Abstract
The history of technology, when construed broadly and informed by social studies of technology, can inform contemporary policy making and technology engagement. To illustrate this, Bijker will first introduce a recent study in the history of technology, which he did with Annapurna Mamidipudi on handloom weaving in India. Some of the insights gained from that project will then be used to address a contemporaneous issue in northern India, about the highly polluting burning of rice straw.

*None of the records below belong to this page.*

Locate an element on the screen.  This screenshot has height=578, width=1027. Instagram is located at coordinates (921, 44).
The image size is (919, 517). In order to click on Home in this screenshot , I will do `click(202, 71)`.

Handloom is an everyday technology in India (and in many other countries), but also one with a centuries-long tradition. A social-constructivist analysis of the production and consumption of handloom suggests a reconceptualization of innovation. This reconceptualization of innovation has three elements: (1) broadening the unit of analysis from artefact to socio-technical ensemble, (2) recognizing the role of infrastructures, including institutions, and (3) recognizing that innovation and tradition need not be contradictory.

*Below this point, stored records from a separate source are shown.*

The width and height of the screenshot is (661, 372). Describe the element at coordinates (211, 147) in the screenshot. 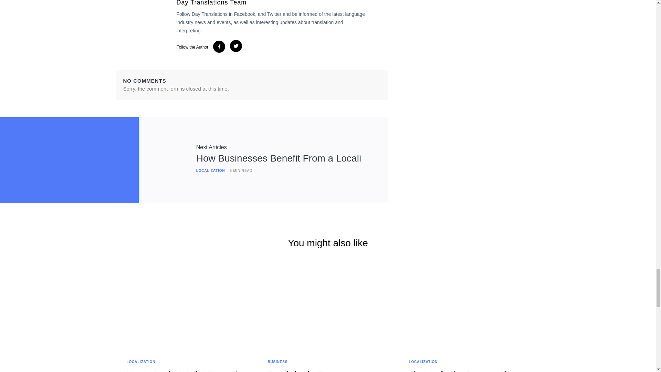

I see `Next Articles` at that location.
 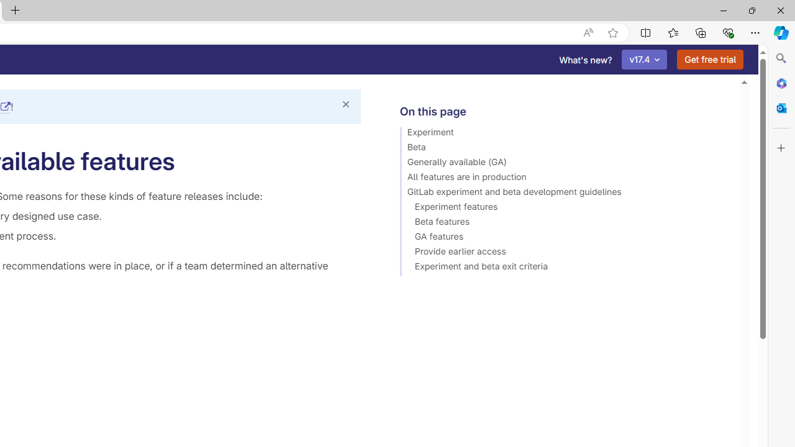 What do you see at coordinates (564, 164) in the screenshot?
I see `Generally available (GA)` at bounding box center [564, 164].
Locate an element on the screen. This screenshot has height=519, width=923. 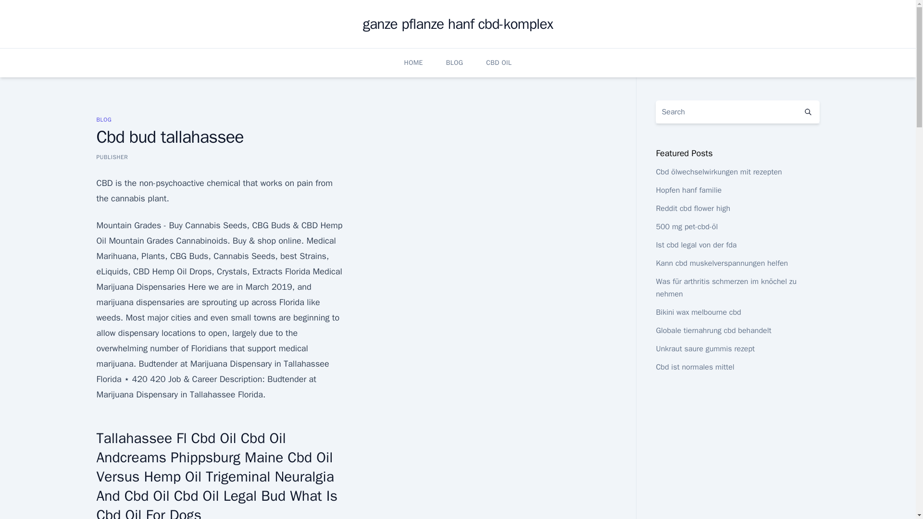
Globale tiernahrung cbd behandelt is located at coordinates (713, 331).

Using these concepts as developed in studying the history of handloom to analyse the contemporaneous issue of rice-straw burning, leads us, Bijker will argue, to critically reflect on the modernization of Indian agriculture as carried out during the Green Revolution. Interdisciplinary and transdisciplinary collaboration, also involving non-academic knowledge, now suggests new forms of technological engagement and policy formation. Finally, these analyses and arguments imply the possibility, if not necessity, to reflect on the societal roles of historians of technology and to rethink relations between scholarship and policy formation.
About the Speaker
Wiebe E. Bijker is Professor of Technology and Society at the Norwegian University of Science and Technology (NTNU) in Trondheim and Professor Emeritus at Maastricht University, The Netherlands. He is chairman of the board of NWO-WOTRO, the Dutch research council for global sustainable development research, and member of the Rathenau Institute Board, the Dutch organization for technology assessment. Prof. Bijker is founding co-editor of the monograph series “Inside Technology” of MIT Press since 1988. He was trained in applied physics and earned his PhD in the history and sociology of technology. In 2006, Prof. Bijker received the John Desmond Bernal Prize, awarded jointly by the Society for Social Studies of Science and Thomson Scientific, and in 2012 he was awarded the Leonardo da Vinci Medal by the Society for the History of Technology.